Spain are working through a minor identity crisis as a new generation of stars come into La Roja. Vicente del Bosque, who has mostly brilliantly helmed the national team/art project since 2008, has been cautious about mixing younger players into his starting lineups, even after a noticeably aging Spain were blown off the pitches in Brazil. After a just-okay 1-0 win over Ukraine in European qualifying, del Bosque labored to assert that his squad isn't undergoing a sea change so much as a revision: "the axis of Sergio Ramos, [Gerard] Piqué, [Sergio] Busquets is [still] there, in top form. They are people with craft, with titles, with clout. They are not boys."
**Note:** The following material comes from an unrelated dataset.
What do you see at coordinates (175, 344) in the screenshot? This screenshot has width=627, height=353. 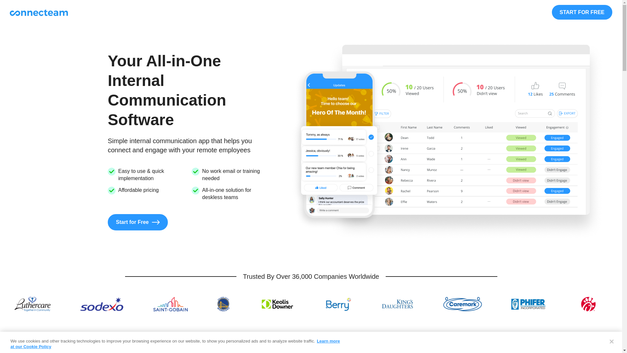 I see `Learn more at our Cookie Policy` at bounding box center [175, 344].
But del Bosque must know he's going to need to trust some of his more boyish players—Isco, Koke, Álvaro Morata, Dani Carvajal—to help him figure out what Spain will become in what is, if not a post-tiki-taka era, then at least a post-golden one. Green talents cannot simply be plugged into roles formerly occupied by Xavi, David Villa, and Xabi Alonso and expected to perform exactly as their predecessors did. This would be not just ineffective, but incompatible with the expressive ethos that has characterized Spanish soccer for decades. Xabi was great because he was a complete holding midfielder, but he was also permitted to be great in his own distinct manner. Del Bosque can still employ a strategy that calls for clusters of quick, short passes and gives his midfielders the freedom to roam, but if he tries to match the pieces he has now up with Spain circa 2010, he's inviting disaster. Koke isn't Xavi, nor is Isco a carbon copy of Iniesta. Del Bosque's pre-match instructions to each of them cannot be go out and play like player who is not you.

Del Bosque's conundrum is universally familiar to national team managers. You are a coach, just trying to win games, but you are also a polemicist, making an argument with your lineup choices and tactics for one way of playing over another. Fans and media in every country care most about the former, but they also place varying degrees of emphasis on and philosophy. Dutch dogmatists wonder aloud why their team is bothering to play at all if they're not going to at least try to play positive, controlled soccer. The English just want to see the Three Lions compete. Spaniards are concerned they might be witnessing the death, not just of a world-historic string of triumphs, but of an approach that seeks to transform soccer matches into balletic spectacles. All three groups want to look out onto the pitch and see something they can be proud of. What that looks like, precisely, depends on who's watching.